Halawani Rula, Palestine, Bruxelles, La lettre volée, 2008
Rula Halawani, Botanique Museum, Brussels, 2008
→Rula Halawani, Presence and Impressions, Selma Feriani Gallery, London, 15 January – 6 March 2010
→Rula Halawani, For My Father, Ayyam Gallery, Dubai, 13 January – 3 March 2016
Palestinian photographer and visual artist.
Born in the occupied area of East Jerusalem, Rula Halawani began her artistic journey by studying, day by day, the sometimes extreme living conditions of the inhabitants in the context of the long-lasting political conflict, sometimes open, sometimes tearful. Using close-ups or distant shots, her first works reflect the weight of everyday life and the inequity of restrictions as well as the state of siege, its large-scale consequences and its media coverage, both local and international. After a first bachelor’s degree in advanced photography at the University of Saskatchewan in Canada (1989) and ten years of regular practice as a photojournalist, R. Halawani seems to have retained a concern for the document (Traces, 2014), an awareness of the historical importance of her work, and a desire to bring out fundamental questions by giving them new forms that question us.
Her second training, with a master’s degree in photographic studies at the University of Westminster (2001), will further accentuate this theoretical inflection: her language then increasingly includes and translates the spatial implications of the occupation, the constraining architectures or developments (The Wall, 2005), the more or less visible mechanisms of coercion or annihilation; the transformation of the landscape also impresses her and all these elements, treated as a malleable material, often influence her projects along the way, making them deviate from their initial intentions… Current portraits and archive illustrations mix; night or X-ray shots can symbolize inspection, searching, fear, hindrance, oppression; experimentation on the very medium of images evokes the clandestinity or erasure of time, the stubborn fragility of survival; the anachronistic embedding of vernacular clichés in a television setting multiplies the layers of vision or interpretation (The Bride Is Beautiful, but She Is Married to Another Man, 2016) – and always implicitly reveal the difficulty or uncertainty of identity, the absurdity of the geopolitical context, the painful negation of a culture. Finally, the exhibition space, perhaps the privileged medium of her work, then makes it possible to reinvent or apprehend differently – somewhere between freedom to create and inner exile – a complex, anguishing, labyrinthine social or historical space…
Many hermetic current artistic interventions, can appear disembodied, disengaged, disconnected; others, on the contrary, more militant or involved, would tend to sacrifice the visual dimension, the aesthetic commitment… Rising at the confluence of these two concerns, the work of R. Halawani (still based in Jerusalem, where she was also founding director and associate professor of the photography programme at Birzeit University, and actively represented by the Ayyam Gallery in Beirut and Dubai) develops one to fuel the other and neglects no dimension, as evidenced by the Palestine retrospective exhibition and the joint publication in Brussels in 2008. The strength, interest and subtlety of her work surely consist in this way of questioning both the status of a people and that of images. Observing history – including immediate history – therefore means questioning the way we look at it, and thus the way we construct it and, constantly, reinterpret it: at the heart of this triangle composed of the work, of what it designates or denounces, and of the unstable or uncomfortable position of the external spectator.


== ACTION ITEM ==
Scan the entries below for the word "Product". Copy out every line in which it occurs.

(Element data from apps and pages)
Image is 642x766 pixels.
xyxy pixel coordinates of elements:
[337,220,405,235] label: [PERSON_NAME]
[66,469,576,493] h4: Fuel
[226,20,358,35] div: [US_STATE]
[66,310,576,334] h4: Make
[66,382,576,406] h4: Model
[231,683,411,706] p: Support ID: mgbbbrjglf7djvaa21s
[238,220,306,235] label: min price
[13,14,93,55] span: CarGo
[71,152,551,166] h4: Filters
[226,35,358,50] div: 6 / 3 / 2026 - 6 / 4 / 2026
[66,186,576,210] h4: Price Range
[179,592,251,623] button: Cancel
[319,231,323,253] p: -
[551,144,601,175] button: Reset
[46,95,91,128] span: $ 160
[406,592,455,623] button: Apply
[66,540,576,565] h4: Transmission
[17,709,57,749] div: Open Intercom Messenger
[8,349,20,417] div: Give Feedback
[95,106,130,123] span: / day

==

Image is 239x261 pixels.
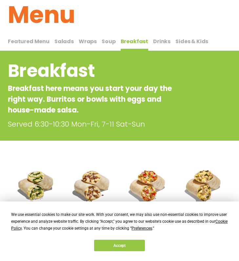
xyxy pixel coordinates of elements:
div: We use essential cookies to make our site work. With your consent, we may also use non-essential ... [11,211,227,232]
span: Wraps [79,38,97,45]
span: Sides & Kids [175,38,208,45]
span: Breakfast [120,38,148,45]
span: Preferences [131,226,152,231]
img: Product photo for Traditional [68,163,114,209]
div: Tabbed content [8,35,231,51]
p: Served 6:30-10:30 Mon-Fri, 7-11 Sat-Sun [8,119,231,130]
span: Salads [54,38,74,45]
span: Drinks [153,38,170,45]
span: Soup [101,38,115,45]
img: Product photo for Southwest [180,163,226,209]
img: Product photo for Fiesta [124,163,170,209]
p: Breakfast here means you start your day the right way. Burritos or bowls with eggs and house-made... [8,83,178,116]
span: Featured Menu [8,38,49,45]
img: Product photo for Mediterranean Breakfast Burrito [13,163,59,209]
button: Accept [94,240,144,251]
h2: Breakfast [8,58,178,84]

== RESPONSE BOX ==
img: Product photo for Traditional [68,163,114,209]
img: Product photo for Southwest [180,163,226,209]
img: Product photo for Fiesta [124,163,170,209]
img: Product photo for Mediterranean Breakfast Burrito [13,163,59,209]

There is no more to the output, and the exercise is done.